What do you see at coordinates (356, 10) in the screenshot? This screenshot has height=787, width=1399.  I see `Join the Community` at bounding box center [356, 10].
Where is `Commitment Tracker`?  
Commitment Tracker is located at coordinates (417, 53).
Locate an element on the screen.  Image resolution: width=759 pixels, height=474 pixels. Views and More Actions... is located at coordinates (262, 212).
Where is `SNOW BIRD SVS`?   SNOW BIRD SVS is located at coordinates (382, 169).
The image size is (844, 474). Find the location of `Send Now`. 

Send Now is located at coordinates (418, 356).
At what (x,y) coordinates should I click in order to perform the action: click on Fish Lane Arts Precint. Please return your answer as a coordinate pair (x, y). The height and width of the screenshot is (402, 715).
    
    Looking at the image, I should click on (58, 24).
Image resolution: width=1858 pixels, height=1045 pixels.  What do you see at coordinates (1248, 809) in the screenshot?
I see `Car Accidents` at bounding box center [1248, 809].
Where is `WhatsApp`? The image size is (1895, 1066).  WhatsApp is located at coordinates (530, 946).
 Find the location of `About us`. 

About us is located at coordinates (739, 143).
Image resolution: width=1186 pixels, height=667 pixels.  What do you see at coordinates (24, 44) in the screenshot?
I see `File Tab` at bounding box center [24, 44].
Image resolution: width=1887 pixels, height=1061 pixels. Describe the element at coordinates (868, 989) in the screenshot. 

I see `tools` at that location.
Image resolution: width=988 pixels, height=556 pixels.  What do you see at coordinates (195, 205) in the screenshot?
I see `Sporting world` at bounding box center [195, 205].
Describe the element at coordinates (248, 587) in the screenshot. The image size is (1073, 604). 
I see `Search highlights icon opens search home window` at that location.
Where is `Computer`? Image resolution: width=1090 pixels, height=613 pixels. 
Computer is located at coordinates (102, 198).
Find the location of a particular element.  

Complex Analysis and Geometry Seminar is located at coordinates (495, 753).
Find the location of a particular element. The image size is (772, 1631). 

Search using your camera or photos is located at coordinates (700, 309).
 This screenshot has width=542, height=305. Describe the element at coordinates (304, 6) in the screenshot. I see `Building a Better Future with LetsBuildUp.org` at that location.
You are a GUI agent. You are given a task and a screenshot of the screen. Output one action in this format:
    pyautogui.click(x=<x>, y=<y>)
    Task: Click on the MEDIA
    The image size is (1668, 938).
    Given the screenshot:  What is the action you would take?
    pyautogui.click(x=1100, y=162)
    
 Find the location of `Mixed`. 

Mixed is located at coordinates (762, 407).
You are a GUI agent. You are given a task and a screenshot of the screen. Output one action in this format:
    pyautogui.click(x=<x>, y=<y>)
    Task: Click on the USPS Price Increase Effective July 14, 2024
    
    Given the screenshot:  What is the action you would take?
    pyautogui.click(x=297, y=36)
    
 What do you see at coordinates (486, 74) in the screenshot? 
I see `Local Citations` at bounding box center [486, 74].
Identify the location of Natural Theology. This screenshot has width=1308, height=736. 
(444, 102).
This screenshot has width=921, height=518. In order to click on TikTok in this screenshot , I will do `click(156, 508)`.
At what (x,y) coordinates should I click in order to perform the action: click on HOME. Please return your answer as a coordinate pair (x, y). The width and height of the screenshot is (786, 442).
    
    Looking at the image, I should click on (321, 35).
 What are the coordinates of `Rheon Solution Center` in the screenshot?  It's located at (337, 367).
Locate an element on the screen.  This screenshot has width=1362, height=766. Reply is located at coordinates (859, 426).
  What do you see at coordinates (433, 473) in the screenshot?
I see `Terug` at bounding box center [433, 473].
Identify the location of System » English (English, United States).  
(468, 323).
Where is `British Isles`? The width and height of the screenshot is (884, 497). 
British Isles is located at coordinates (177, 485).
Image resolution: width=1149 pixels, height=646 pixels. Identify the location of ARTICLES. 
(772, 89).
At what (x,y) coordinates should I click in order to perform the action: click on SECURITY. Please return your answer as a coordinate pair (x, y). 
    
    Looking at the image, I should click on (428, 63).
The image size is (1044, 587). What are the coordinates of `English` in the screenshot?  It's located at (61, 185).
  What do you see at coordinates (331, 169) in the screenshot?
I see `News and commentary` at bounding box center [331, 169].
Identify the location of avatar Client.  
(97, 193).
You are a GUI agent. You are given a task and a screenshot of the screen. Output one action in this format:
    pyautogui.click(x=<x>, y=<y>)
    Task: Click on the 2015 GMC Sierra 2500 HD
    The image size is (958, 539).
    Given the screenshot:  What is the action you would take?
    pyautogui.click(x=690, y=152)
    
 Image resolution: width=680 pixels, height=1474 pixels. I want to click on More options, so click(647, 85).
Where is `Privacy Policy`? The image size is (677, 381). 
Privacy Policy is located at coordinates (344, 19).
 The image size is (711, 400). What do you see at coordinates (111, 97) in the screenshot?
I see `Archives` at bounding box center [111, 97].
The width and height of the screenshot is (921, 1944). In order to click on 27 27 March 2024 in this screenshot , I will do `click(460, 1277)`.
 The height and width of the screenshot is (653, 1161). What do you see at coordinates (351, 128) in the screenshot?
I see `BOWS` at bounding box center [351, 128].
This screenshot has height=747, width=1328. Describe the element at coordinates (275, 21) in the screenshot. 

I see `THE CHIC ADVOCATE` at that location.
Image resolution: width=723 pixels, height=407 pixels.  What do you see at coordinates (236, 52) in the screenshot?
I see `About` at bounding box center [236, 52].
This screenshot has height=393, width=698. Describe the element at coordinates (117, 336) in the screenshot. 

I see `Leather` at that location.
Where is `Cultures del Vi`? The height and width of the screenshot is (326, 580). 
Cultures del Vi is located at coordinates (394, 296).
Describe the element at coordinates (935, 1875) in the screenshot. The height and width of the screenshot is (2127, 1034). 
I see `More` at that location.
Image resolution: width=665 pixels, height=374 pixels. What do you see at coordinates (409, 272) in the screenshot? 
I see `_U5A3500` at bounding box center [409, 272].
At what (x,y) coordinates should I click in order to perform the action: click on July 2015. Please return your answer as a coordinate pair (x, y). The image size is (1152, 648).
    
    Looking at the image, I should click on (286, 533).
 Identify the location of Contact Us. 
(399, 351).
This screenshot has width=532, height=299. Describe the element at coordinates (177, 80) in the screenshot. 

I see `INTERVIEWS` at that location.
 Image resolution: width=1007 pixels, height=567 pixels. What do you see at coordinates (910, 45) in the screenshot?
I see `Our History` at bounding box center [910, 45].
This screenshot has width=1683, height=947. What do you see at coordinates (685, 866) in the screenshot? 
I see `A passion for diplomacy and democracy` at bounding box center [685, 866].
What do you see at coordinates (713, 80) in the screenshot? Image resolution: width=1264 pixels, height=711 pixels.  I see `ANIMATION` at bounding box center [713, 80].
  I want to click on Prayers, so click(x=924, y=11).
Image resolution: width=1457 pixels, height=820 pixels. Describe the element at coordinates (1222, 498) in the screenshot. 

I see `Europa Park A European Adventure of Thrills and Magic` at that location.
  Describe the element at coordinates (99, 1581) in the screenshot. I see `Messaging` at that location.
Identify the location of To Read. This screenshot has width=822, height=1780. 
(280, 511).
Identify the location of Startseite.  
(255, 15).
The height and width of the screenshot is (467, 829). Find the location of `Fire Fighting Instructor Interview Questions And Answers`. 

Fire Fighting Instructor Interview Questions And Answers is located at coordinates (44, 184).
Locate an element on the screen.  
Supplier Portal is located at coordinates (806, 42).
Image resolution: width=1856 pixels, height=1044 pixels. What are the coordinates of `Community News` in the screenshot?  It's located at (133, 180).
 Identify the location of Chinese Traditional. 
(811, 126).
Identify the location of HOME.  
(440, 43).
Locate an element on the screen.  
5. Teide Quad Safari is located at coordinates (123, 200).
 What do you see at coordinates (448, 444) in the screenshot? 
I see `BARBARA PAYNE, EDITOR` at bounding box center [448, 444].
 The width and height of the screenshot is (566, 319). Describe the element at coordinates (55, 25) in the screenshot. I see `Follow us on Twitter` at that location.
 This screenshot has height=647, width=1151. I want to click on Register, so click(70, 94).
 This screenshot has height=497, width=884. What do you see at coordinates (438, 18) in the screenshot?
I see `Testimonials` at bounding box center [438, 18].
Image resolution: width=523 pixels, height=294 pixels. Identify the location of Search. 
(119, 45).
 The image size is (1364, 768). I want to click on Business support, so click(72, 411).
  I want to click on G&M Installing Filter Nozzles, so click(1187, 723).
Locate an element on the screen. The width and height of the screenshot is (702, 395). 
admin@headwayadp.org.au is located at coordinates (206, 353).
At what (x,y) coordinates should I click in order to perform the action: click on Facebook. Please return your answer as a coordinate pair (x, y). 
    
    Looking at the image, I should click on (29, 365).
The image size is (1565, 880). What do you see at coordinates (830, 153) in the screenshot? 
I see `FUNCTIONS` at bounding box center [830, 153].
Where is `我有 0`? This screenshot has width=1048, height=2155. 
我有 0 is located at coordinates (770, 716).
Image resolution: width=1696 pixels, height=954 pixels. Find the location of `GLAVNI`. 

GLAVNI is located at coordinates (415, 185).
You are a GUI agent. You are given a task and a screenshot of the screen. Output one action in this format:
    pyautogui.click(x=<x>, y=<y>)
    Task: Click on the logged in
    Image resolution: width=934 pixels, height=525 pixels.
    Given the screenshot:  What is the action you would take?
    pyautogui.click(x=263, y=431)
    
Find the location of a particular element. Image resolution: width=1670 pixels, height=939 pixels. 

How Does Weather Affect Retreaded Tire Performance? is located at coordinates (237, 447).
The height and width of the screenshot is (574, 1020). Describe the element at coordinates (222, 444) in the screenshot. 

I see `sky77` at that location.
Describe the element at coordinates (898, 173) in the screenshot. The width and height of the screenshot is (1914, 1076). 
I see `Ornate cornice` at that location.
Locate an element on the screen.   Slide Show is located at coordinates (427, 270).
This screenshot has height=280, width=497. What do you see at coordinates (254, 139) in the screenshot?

┄┄┄┄┄┄

Scan the material line by line and report each one that contains "Community".

What do you see at coordinates (356, 10) in the screenshot? This screenshot has height=787, width=1399.  I see `Join the Community` at bounding box center [356, 10].
Image resolution: width=1856 pixels, height=1044 pixels. What are the coordinates of `Community News` in the screenshot?  It's located at (133, 180).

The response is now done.